Flatiron Taps Partner for High School Coding Camps

A for-profit school that teaches adults and high school students programming has standardized on the use of a cloud-based code editor for its pre-college summer camps. Flatiron School, which runs courses in 10 cities across the United States, has been running Nitrous Pro, from Nitrous, as its software development platform.

The organization's pre-college academy classes help train students to become professional software developers. Browser-based Nitrous Pro allows the students to learn and work with GIT, HTML, CSS, JavaScript, Ruby, .NET and other languages to create applications.

According to the company, the use of Nitrous has saved teachers between four and six hours of instruction time, which used to be dedicated to teaching students how to maintain an Ubuntu environment on the Chromebooks they were going to be working on. "Now students can get productive in seconds," said Flatiron Dean and Co-Founder Avi Flombaum in a video about the use of the software.
Nitrous is browser-based, allowing students to code from any connected computer.

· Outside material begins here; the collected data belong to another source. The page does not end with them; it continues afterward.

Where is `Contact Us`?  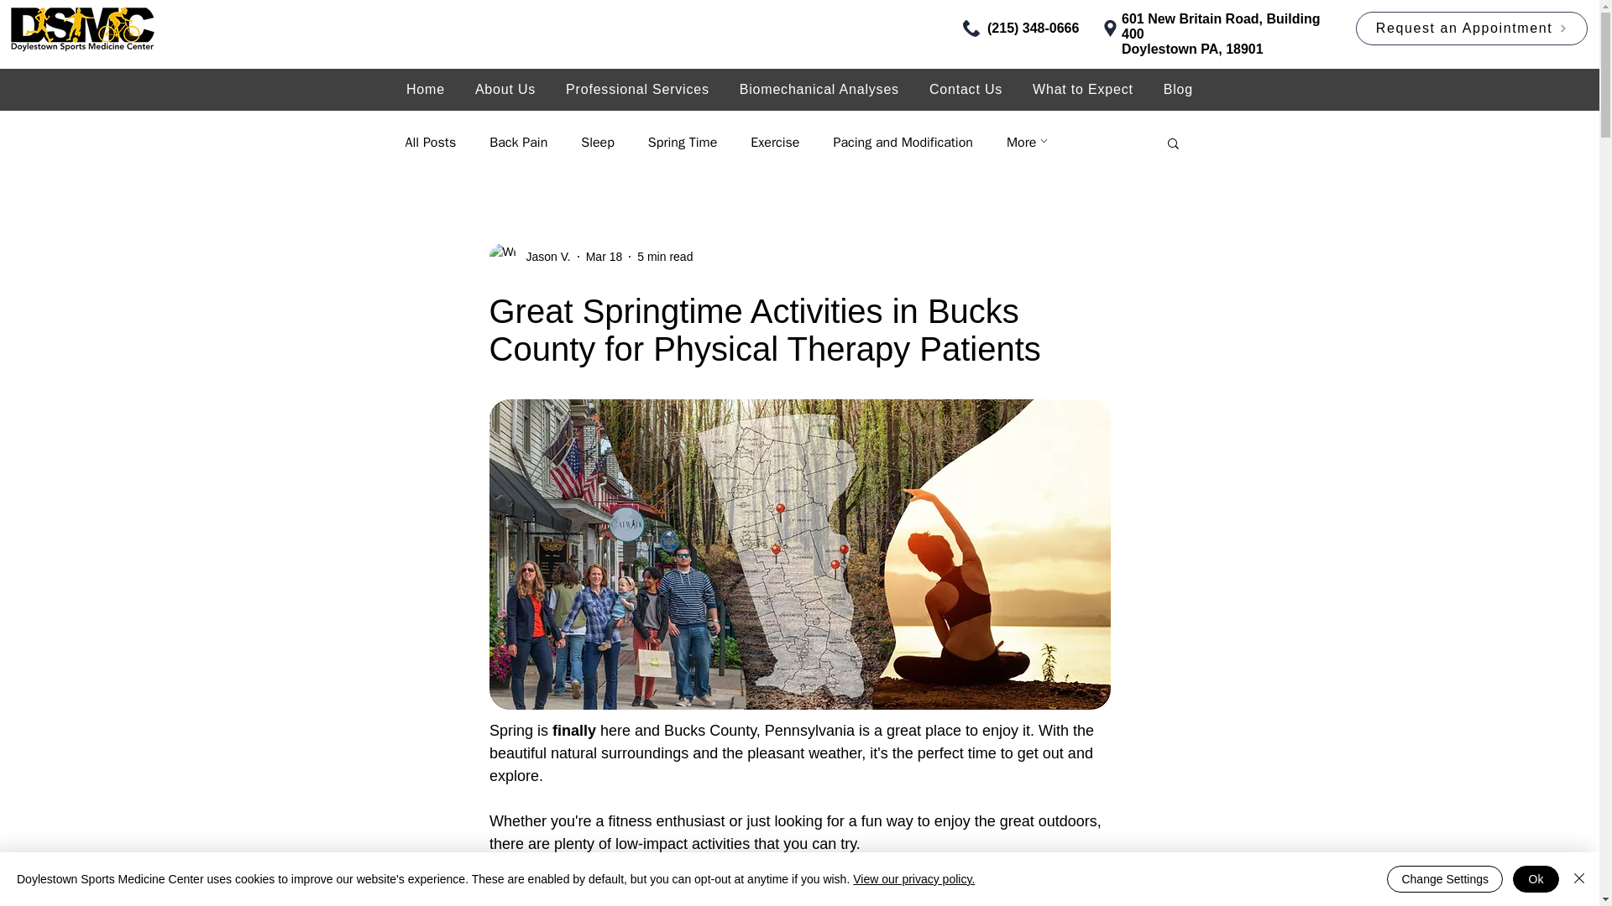 Contact Us is located at coordinates (965, 89).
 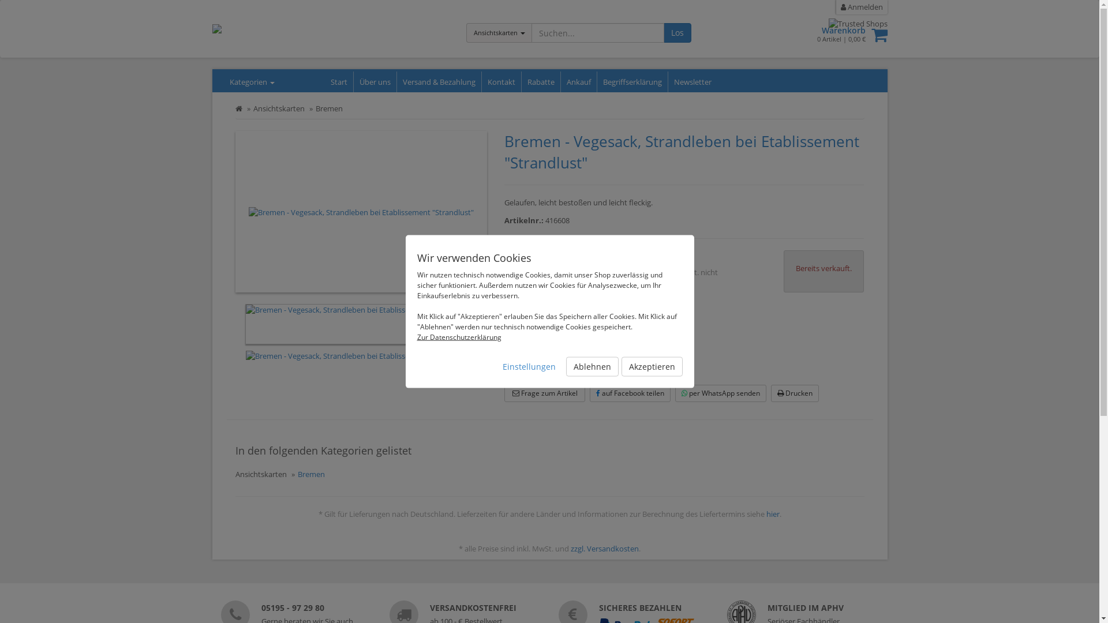 What do you see at coordinates (774, 514) in the screenshot?
I see `hier` at bounding box center [774, 514].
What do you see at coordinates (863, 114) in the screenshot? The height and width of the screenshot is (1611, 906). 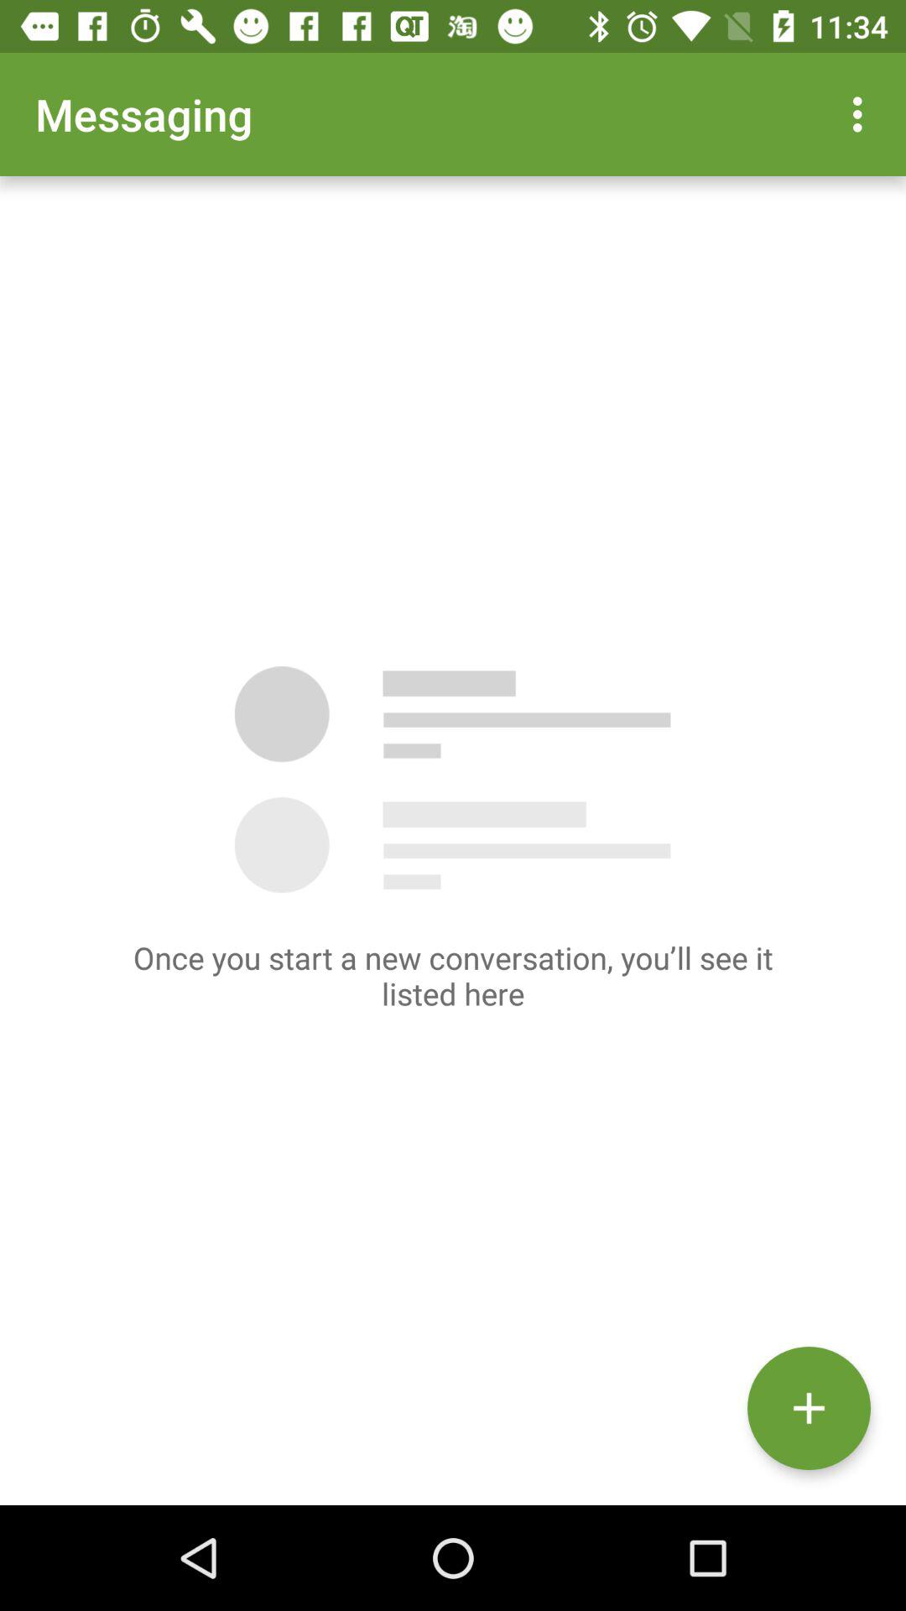 I see `press the app to the right of messaging app` at bounding box center [863, 114].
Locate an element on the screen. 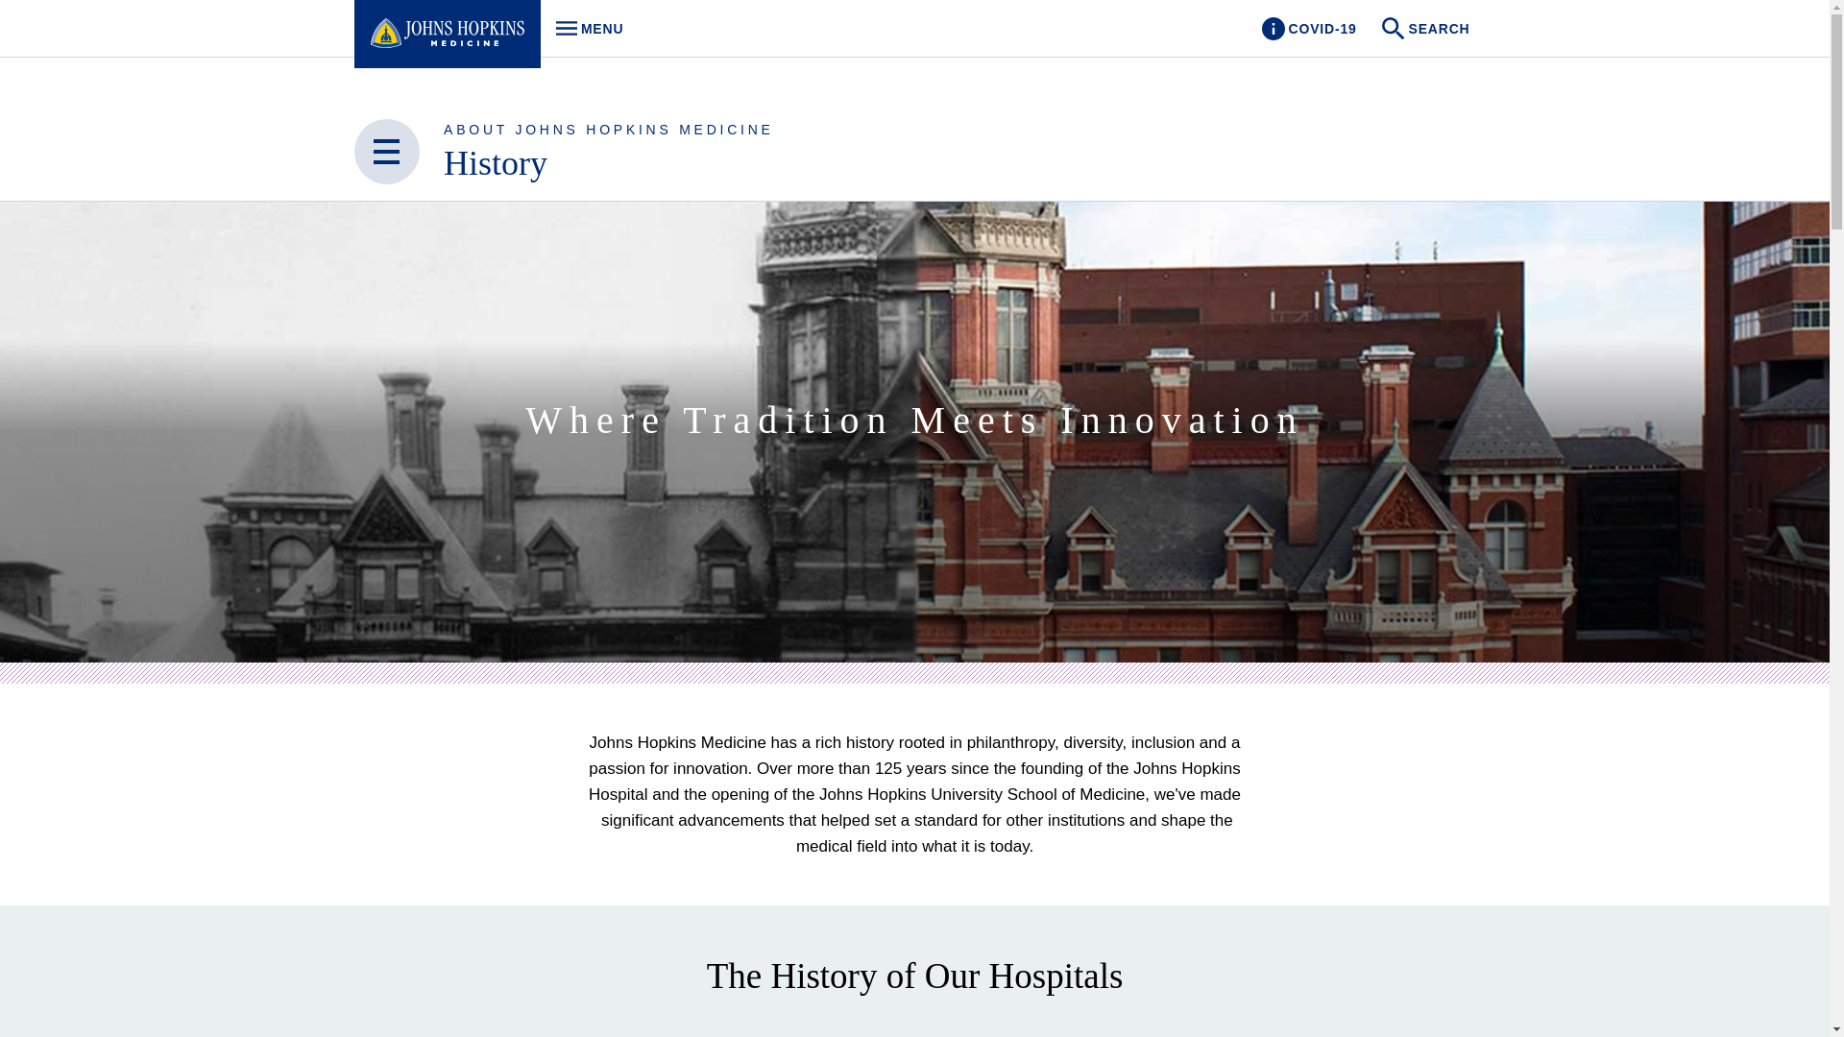  History is located at coordinates (584, 29).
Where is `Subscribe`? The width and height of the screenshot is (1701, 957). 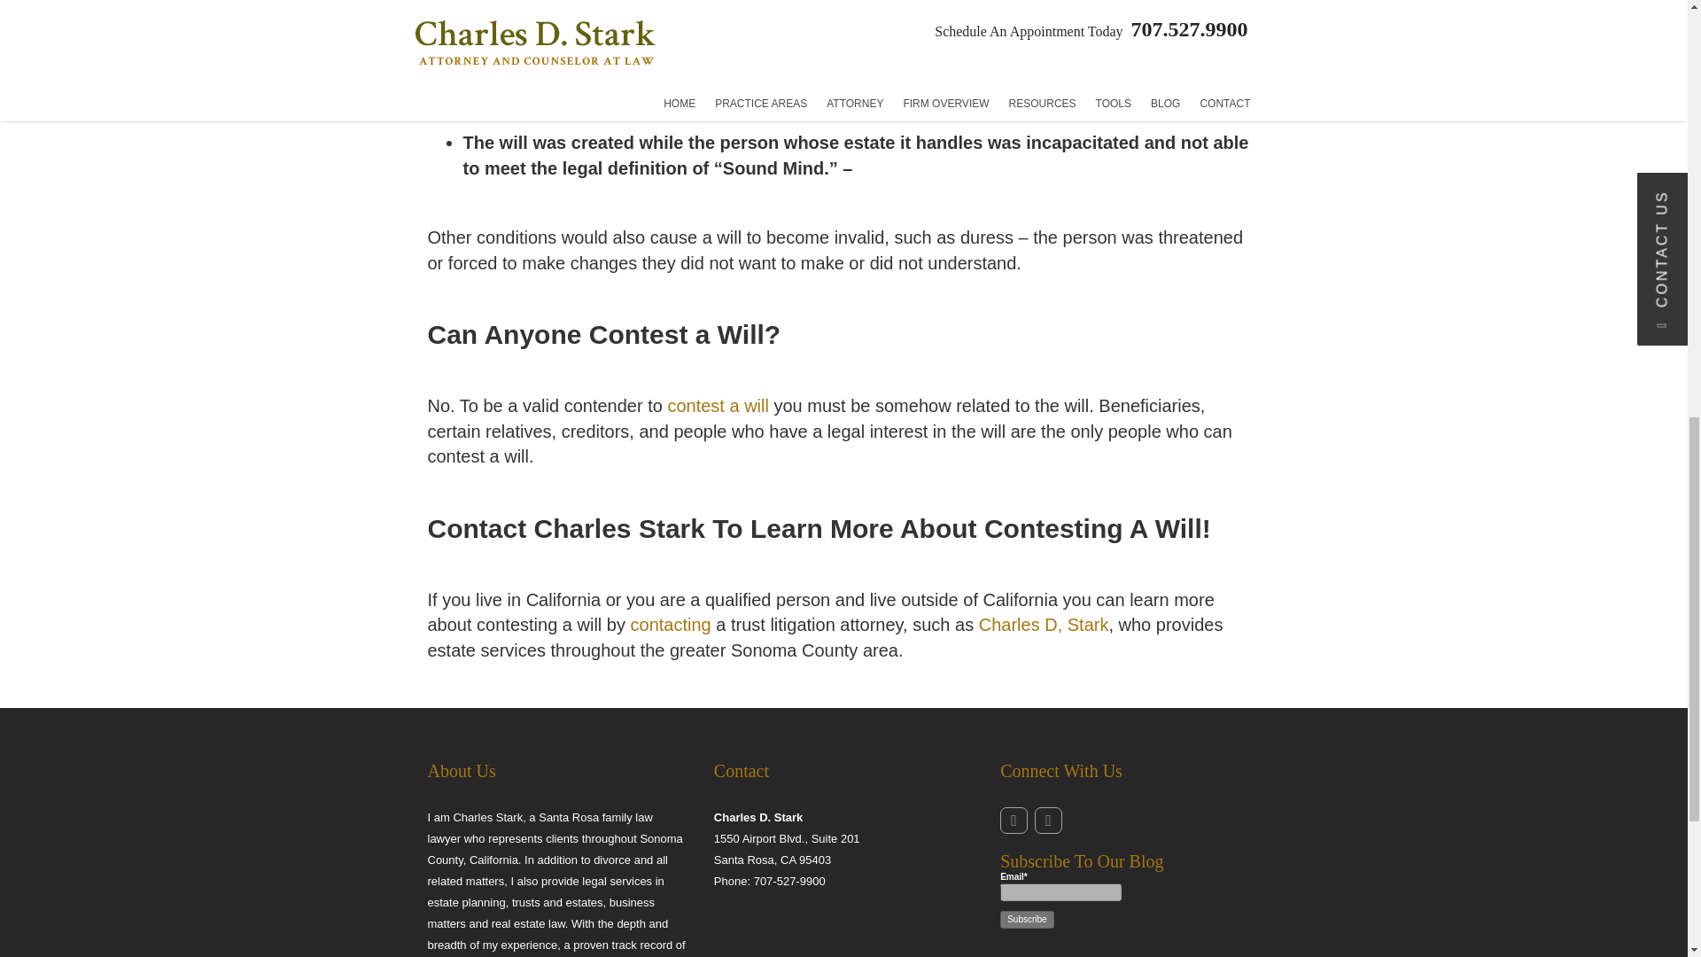
Subscribe is located at coordinates (1026, 919).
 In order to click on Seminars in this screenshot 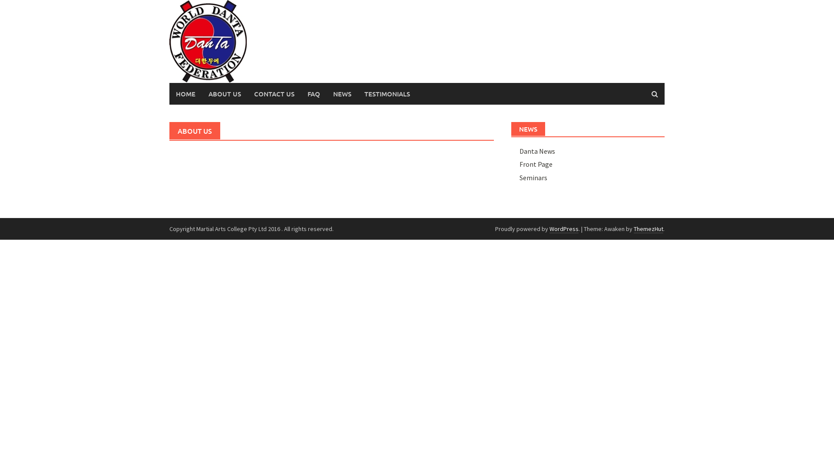, I will do `click(533, 178)`.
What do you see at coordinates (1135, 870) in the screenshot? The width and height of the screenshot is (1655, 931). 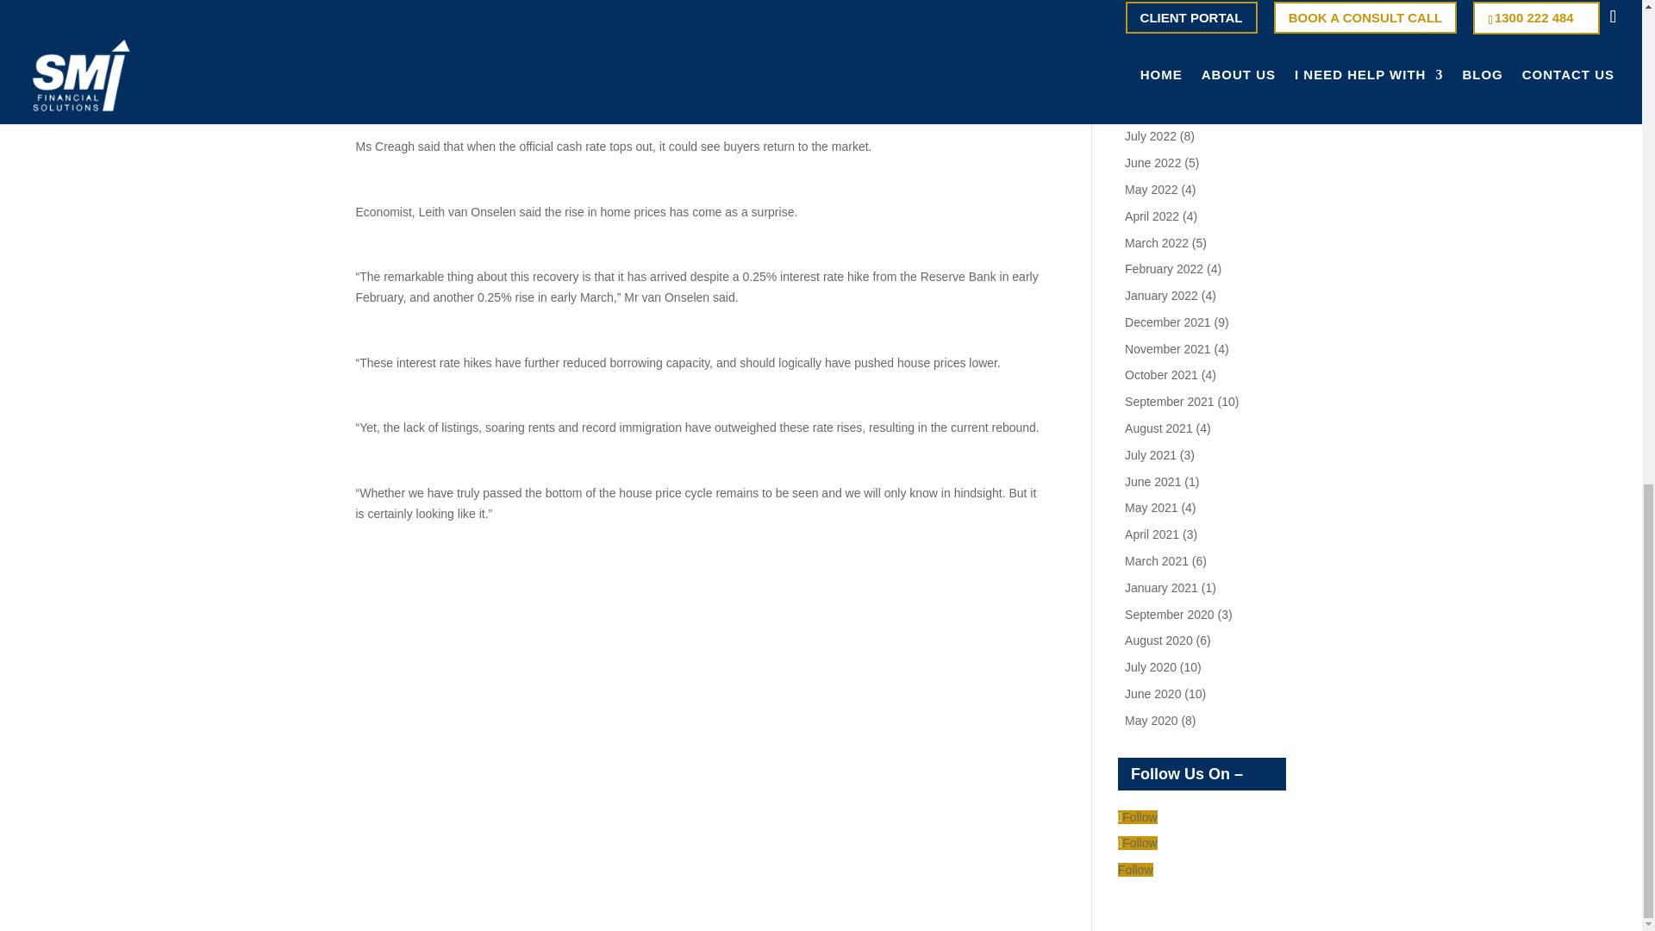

Teacher Aankit Patel noted that because the platform works in a browser window, students are instantly familiar with it. "So when they go home and have to use a completely different computer, they know exactly how to get back into it and start coding."

Launched in April 2015, Nitrous Pro includes collaboration features that allow students to work on projects jointly with students in other cities and to connect with instructors locally or remotely.

The coding platform has multiple tiers of pricing, from free for a "starter" version to $79 per month for professional projects. Nitrous also offers special education pricing.

"It's simple, it's reliable. It takes all of the headache out of the setup process in getting students coding in a real way in a browser," said Flatiron Product VP Mat Balez.

About the Author

Dian Schaffhauser is a former senior contributing editor for 1105 Media's education publications THE Journal, Campus Technology and Spaces4Learning.